From non-time to the presence of a timescape: transformations of the experience of contemporaneity in durational theatre and performance.
About
This PhD proposal aims at developing a novel concept of presence in performance, corresponding to the temporal relations developed in contemporary durational theatre. Producing a new understanding of the concept of contemporaneity, the project will move beyond the pure self-presence of modernism and its post-modernist critique, in order to make an original contribution to recent discourse rehabilitating presence (Kaye, Power, Sherman). Here, contemporaneity is understood not only as concomitance, but as the dominant temporal experience of post-Fordism described by Marc Augé as a paradox in which an excess of time becomes ‘non-time’. Contemporaneity also refers to being with time (‘being con-tempo’), as articulated by philosophers, anthropologists and art historians but, surprisingly, not by performance scholars. This project departs from the premise that durational theatre is a site of dual temporality, ideal for extending the study of contemporaneity: it shares excess time with contemporary life and although it cannot escape measured time, it refuses to embrace linear temporality.
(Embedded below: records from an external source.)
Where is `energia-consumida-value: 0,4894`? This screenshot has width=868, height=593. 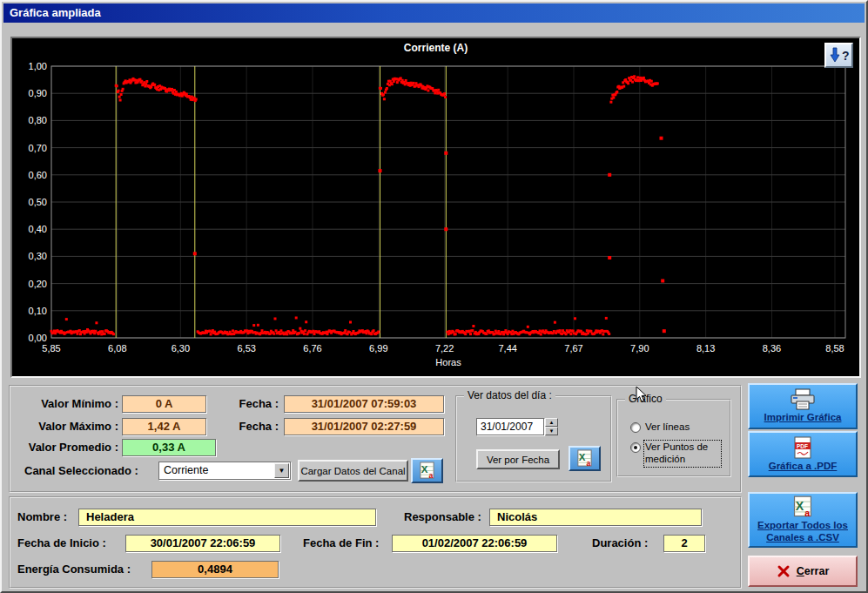
energia-consumida-value: 0,4894 is located at coordinates (215, 569).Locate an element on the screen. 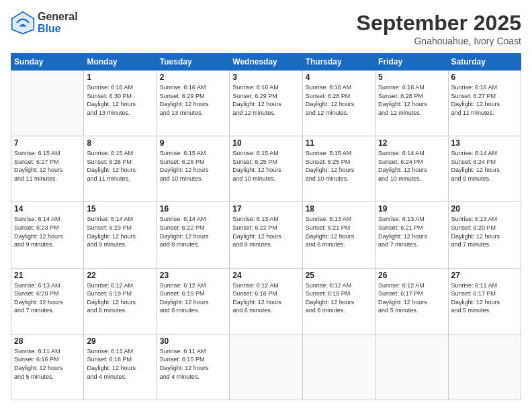 This screenshot has height=411, width=532. day-number: 22 is located at coordinates (120, 275).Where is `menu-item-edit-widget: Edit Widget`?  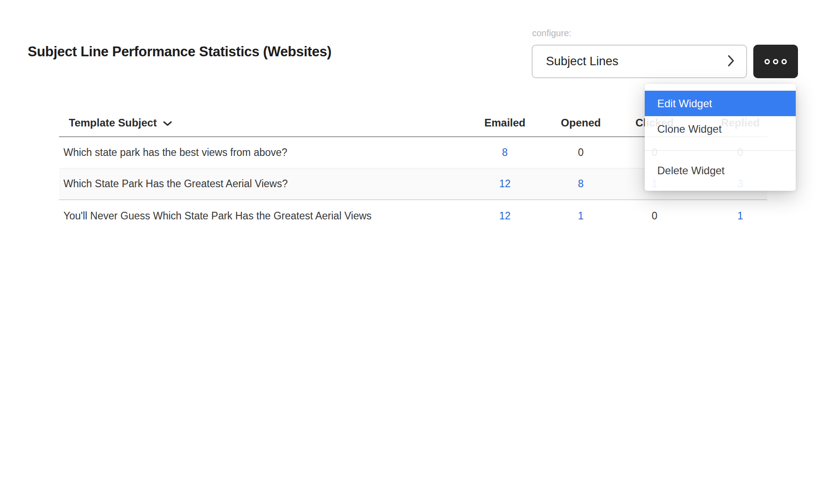 menu-item-edit-widget: Edit Widget is located at coordinates (720, 104).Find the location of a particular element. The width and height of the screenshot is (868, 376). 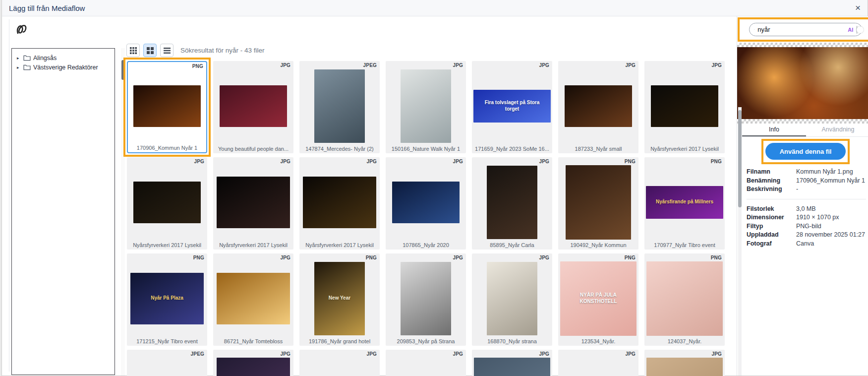

panel-scrollbar is located at coordinates (740, 241).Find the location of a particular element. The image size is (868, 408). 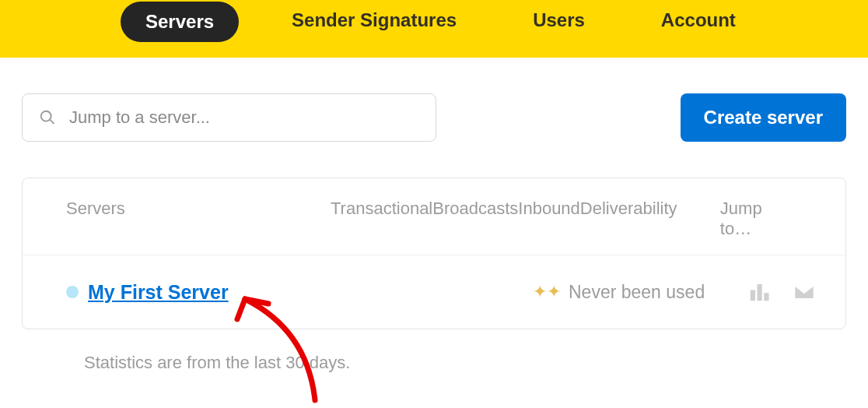

nav-servers: Servers is located at coordinates (180, 22).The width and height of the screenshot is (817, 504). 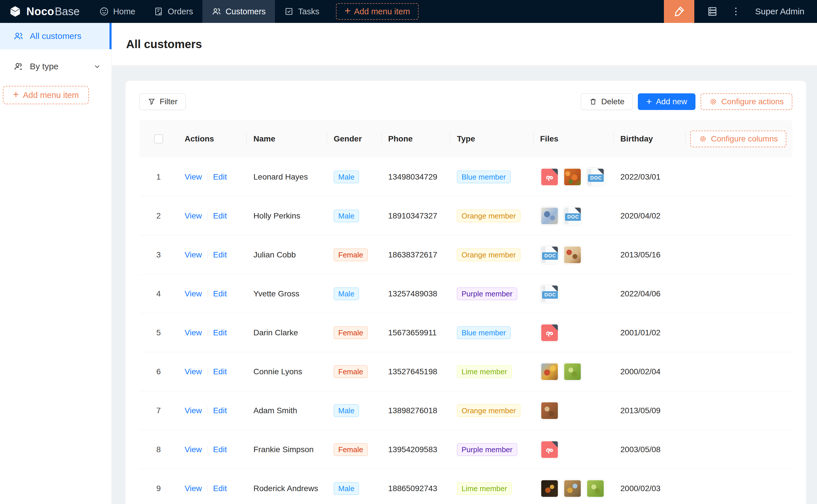 What do you see at coordinates (679, 11) in the screenshot?
I see `ui-editor-button` at bounding box center [679, 11].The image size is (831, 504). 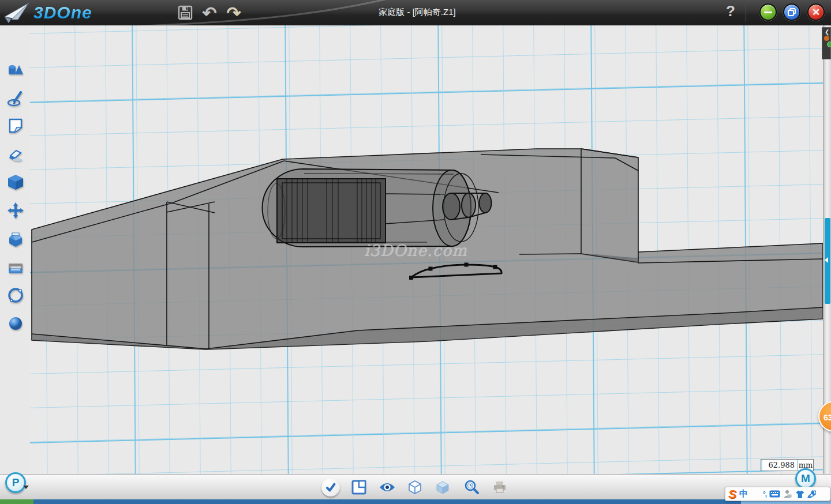 What do you see at coordinates (17, 13) in the screenshot?
I see `paper-plane-icon` at bounding box center [17, 13].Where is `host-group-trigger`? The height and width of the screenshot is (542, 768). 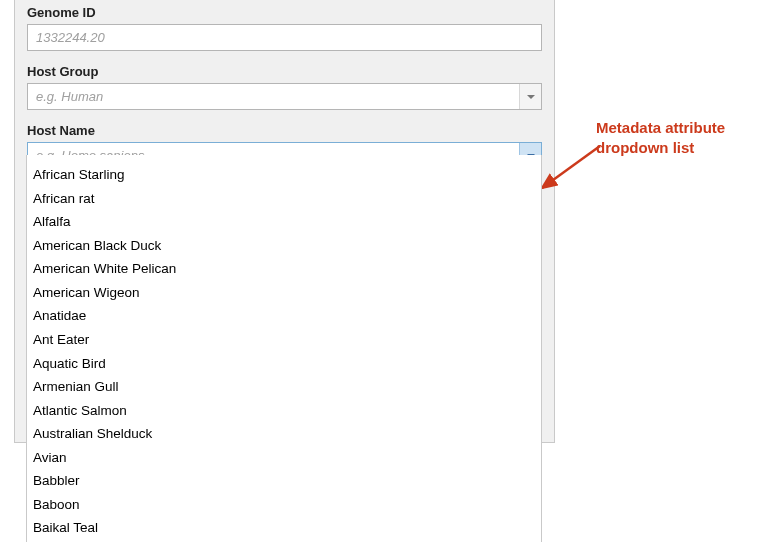 host-group-trigger is located at coordinates (530, 96). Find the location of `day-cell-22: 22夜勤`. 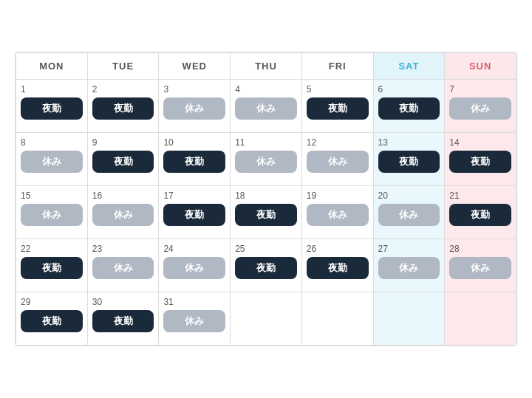

day-cell-22: 22夜勤 is located at coordinates (52, 266). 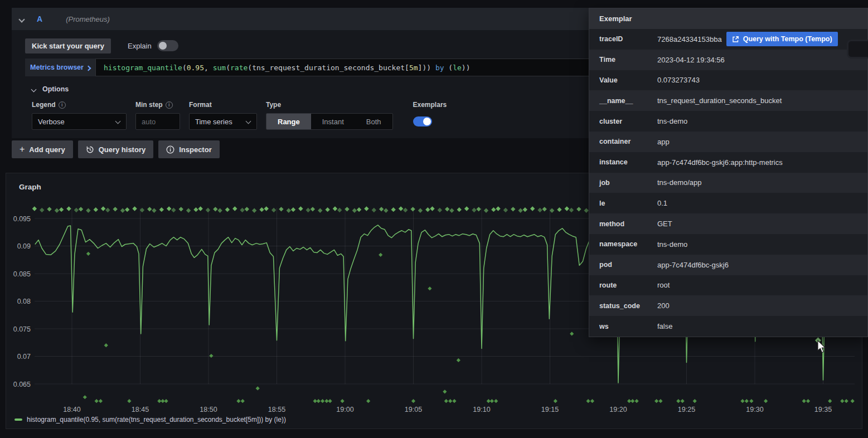 What do you see at coordinates (223, 121) in the screenshot?
I see `format-select: Time series` at bounding box center [223, 121].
By focusing on works by Marina Abramović, Jan Fabre and Robert Wilson alongside writings by Merleau-Ponty, Derrida and Augé as equal sources of ideas, a novel methodology of performance philosophy based on spectatorship as an experimental process, will explore four ontological aspects of presence: where, when and how it emerges and its relation to embodiment. Whereas existing literature on theatre’s duration and the politics thereof has been largely influenced by Bergson, this study looks to phenomenology for an alternative to ‘non time’. From this perspective the project will examine the extent to which durational theatre’s political potential consists in the enabling of a ‘con-tempo’ experience of temporal awareness, rather than time ‘wasted’ contra capitalist efficiency. Finally, this temporal experience will be suggested as a characteristic of contemporary art differentiating it from modern and post-modern practices.